The authors say that, “Asian countries, in particular, have vaulted to the forefront of global trade in clean energy technology,” and China in particular, “is the world leader in the production of solar panels, batteries, and wind turbines, and it is quickly taking the lead in next-generation nuclear power and technologies to capture carbon. The United States is losing this race because Asian countries are out-investing it and dictating the terms of competition, often flooding the market with low-cost, unimaginative products.”

The ITIF report makes several recommendations to the new president and Congress, including increased support for programs like ARPA-E that fund “end-use driven research programs.” Basic science is crucial to breakthrough discoveries, but there also needs to be a game plan for applying those discoveries to commercially viable technologies. We don’t, for example (in my view), need another “novel” approach to converting solar energy into electricity that relies upon materials that will never be economic at scale. We do need simple, cheap, reliable carbon capture and use technologies to make the world’s fossil-powered plants part of the near-term and medium-term solution to climate change.

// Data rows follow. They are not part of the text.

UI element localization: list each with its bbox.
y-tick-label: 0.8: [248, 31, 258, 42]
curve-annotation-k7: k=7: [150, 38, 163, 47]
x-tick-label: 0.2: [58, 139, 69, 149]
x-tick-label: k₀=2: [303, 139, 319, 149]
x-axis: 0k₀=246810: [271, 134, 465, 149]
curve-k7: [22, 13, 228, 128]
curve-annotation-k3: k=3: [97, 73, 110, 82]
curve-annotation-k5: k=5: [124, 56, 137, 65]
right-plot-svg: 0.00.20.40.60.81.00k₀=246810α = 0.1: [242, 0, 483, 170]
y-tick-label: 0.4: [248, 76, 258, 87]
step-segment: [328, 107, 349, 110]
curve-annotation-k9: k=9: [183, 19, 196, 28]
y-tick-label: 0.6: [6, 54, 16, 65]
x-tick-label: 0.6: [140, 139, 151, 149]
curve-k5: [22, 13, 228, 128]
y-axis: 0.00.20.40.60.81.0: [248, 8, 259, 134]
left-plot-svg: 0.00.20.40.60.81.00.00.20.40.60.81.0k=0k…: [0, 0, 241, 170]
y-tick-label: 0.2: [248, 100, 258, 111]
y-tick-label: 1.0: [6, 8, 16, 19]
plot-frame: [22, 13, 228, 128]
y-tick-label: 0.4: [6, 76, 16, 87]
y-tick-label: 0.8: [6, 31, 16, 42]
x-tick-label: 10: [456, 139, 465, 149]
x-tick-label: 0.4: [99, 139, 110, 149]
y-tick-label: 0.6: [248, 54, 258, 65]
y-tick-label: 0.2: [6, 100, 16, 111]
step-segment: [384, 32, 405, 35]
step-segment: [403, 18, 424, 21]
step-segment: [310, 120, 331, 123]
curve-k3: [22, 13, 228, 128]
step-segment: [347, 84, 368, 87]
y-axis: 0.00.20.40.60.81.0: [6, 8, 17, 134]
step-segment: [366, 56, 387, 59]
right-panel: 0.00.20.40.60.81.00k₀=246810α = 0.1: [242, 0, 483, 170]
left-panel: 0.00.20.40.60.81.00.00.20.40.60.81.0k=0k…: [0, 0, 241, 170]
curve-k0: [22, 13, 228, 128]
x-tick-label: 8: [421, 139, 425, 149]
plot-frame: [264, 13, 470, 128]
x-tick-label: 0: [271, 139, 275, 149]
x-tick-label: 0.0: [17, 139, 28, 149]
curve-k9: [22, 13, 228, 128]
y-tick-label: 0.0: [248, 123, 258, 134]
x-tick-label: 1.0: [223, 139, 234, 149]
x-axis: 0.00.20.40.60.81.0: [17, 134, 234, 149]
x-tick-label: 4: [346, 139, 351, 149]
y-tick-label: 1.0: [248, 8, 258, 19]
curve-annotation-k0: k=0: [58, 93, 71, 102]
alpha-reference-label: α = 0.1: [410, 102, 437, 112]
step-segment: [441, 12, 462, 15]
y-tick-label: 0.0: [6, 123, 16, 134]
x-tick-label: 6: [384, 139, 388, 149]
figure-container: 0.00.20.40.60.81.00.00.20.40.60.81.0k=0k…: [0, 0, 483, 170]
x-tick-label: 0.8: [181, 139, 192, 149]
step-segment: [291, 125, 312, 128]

Government funds were instrumental in developing nuclear power and fracking technologies, which led to early American dominance in those fields. In ways large and small, public money has supported every aspect of today’s power sector, from prime mover technologies to environmental controls, and the innovation needs continue to evolve.

Science Is Not Democratic or Republican

When it comes to power sector leadership, the path is clear: It’s forward, not backward. Other nations are investing in next-generation technologies that buyers around the world want today. “Old coal” technologies are being challenged globally on economic, emissions, and climate change grounds. To help coal and gas plants continue to supply needed baseload generation in many parts of the world, cleaner—but also cheaper and more reliable—technologies need to be introduced. It bears noting here that ARPA-E’s mandate to advance high-impact energy technologies that are too early for private sector investment (including carbon capture) has enjoyed bipartisan support since it was introduced under President George W. Bush.

In a December interview with E&E News, Gates said he told Donald Trump in November (before Trump chose Rick Perry for energy secretary) that energy and climate change provide a “chance for American leadership” and that there’s a lot of opportunity for innovation generally and that energy can “provide a lot of return” on the right type of research. He told E&E that his next conversation with Trump would emphasize the importance of federal clean energy research as well as its impact on jobs and exports.

Because the power industry relies on innovative technologies to keep electricity reliable and increasingly clean, I urge you to tell your representatives in Congress that supporting increased energy R&D budgets is important to this keystone industry—and to all Americans and American businesses, which rely upon the services power provides every day. ■

Gail Reitenbach, PhD is POWER’s editor.